Off-the-wall James Brown runnings, coming apart at the seams in Antananarivo, Madagascar, in 1967.
Stupendous rendition of a Chinese folk song over red-hot rocksteady, produced by Ronnie Narsalla in 1967. Aimed at the Chinese community in Kingston; super-rare ever since.
Pure worries. The guaranteed musical detonation of any kind of dance or party.
Cheng, evidently, not Chang. Essential reading, here.
A short-run reissue of this excellent roots production by Carlton Lewis. Same singer as Jazzbo’s Step Forward.
Jubilant, party-hearty deejay cut to a thumping, body-rocking Jah Life do-over of the almighty Love Without Feeling rhythm. Sister Carol smashes it out of the dancehall and into the trees. The dub is knockout, too: raw drum & bass, in your face.
‘Mi have di potential an mi have di credential… in a dance hall, concert an’ rehearsal… mi will mash it, as per usual.’
Characteristically daring report of Haile Selassie’s visit to JA, kicking off in Amharic. A knees-up crossing of gospel, ska and rhythm and blues — the pianist and drummer taking different views — with vocal backing by The Gaylads. Plus a Soul Brothers on the flip.
All-time-classic Stalag excursion.
Tough early-eighties Fatis digi, over which our hero finds himself trying to get next to a gay woman who looks like a man. Even his Japanese shoes fail him.
Soulful steppers by TL, fresh from Tubby’s Firehouse.
The superb bebop pianist versioning the Jackson 5 — from his Greasy Kid Stuff LP in 1970, with Idris Muhammad, Lee Morgan, Hubert Laws and Buster Williams.
Sister Janie by Funk Inc on the flip — with James Brown’s Sex Machine its point of departure.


What to work on
List each line of the data that holds the string "Patterns", please.

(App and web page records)
--

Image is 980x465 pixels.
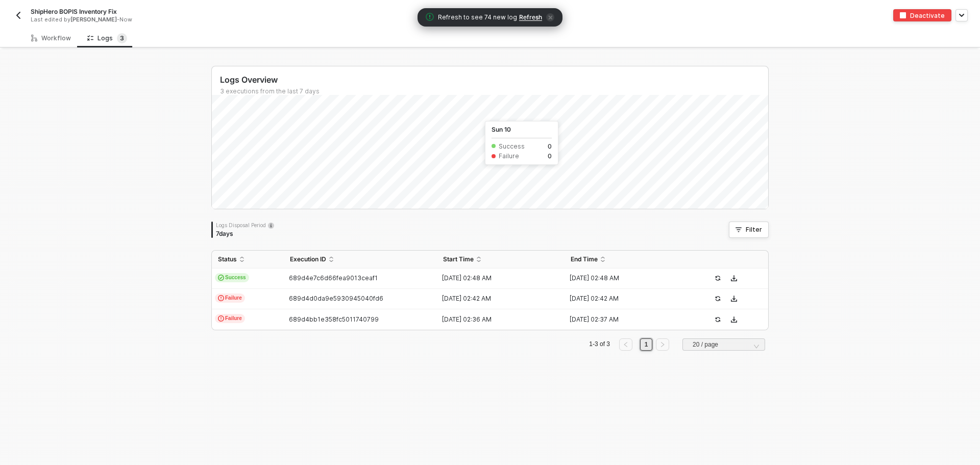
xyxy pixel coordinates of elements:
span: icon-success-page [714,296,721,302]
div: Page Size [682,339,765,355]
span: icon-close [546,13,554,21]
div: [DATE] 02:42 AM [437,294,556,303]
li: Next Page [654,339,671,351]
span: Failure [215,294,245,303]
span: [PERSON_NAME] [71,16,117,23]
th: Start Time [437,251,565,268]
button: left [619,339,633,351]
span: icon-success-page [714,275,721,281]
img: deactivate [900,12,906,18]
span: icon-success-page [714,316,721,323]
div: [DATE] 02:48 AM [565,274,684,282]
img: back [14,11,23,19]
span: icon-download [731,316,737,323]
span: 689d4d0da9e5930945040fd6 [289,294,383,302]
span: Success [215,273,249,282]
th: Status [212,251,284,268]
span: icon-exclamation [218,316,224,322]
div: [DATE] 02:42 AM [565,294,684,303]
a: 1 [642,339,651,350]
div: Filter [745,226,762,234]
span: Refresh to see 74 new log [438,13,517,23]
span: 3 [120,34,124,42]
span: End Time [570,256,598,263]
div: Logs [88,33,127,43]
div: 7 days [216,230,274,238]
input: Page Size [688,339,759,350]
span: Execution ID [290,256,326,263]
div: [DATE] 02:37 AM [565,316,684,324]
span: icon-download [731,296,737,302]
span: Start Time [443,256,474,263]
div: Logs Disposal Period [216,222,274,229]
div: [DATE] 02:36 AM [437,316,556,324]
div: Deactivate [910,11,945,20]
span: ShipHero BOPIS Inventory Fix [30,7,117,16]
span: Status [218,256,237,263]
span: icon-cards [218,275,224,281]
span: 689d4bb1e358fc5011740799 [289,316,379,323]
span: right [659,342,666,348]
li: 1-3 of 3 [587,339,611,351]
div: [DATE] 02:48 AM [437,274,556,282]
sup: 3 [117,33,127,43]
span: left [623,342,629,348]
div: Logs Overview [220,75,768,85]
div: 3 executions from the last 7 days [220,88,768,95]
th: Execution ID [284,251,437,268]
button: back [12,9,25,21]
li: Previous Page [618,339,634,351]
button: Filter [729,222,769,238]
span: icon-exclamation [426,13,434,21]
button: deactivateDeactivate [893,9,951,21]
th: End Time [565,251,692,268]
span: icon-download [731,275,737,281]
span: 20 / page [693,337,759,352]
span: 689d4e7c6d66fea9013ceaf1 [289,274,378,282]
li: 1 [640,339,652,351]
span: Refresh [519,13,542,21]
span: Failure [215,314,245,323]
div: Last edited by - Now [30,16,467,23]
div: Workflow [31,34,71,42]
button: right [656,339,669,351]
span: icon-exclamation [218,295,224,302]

--

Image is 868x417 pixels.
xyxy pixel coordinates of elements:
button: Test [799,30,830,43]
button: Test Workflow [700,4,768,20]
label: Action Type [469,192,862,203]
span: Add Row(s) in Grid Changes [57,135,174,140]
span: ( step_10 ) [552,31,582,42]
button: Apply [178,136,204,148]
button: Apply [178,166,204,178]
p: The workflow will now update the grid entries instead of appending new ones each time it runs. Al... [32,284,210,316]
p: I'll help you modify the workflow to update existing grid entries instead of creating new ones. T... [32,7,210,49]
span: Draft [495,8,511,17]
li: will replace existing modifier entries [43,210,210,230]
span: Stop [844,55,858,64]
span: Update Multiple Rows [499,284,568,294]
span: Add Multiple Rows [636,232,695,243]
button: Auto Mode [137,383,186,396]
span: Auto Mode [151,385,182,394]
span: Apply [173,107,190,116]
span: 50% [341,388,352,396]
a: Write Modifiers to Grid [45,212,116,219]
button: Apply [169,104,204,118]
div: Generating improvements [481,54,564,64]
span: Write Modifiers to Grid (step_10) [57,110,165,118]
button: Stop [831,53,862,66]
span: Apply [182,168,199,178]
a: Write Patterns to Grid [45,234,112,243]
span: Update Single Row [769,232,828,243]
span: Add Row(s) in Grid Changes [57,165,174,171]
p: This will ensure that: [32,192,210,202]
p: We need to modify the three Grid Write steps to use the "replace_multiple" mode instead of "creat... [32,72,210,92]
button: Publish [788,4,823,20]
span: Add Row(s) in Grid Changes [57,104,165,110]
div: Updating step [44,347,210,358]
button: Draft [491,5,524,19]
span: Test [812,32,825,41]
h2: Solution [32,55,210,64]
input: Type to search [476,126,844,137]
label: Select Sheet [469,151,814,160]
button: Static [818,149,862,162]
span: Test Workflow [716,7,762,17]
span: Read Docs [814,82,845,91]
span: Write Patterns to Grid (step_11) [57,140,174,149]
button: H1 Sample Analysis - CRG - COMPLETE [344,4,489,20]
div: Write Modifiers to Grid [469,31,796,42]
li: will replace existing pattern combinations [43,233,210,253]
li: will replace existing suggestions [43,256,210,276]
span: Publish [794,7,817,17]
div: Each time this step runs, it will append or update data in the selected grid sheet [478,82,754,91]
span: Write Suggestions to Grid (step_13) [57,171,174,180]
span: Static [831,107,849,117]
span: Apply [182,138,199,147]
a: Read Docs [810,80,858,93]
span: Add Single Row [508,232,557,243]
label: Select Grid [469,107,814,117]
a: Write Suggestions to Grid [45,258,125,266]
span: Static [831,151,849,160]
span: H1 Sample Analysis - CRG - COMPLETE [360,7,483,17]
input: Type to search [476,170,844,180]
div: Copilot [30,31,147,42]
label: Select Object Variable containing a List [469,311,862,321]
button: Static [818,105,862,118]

--

Response below
a: Write Patterns to Grid [45,234,112,243]
span: Write Patterns to Grid (step_11) [57,140,174,149]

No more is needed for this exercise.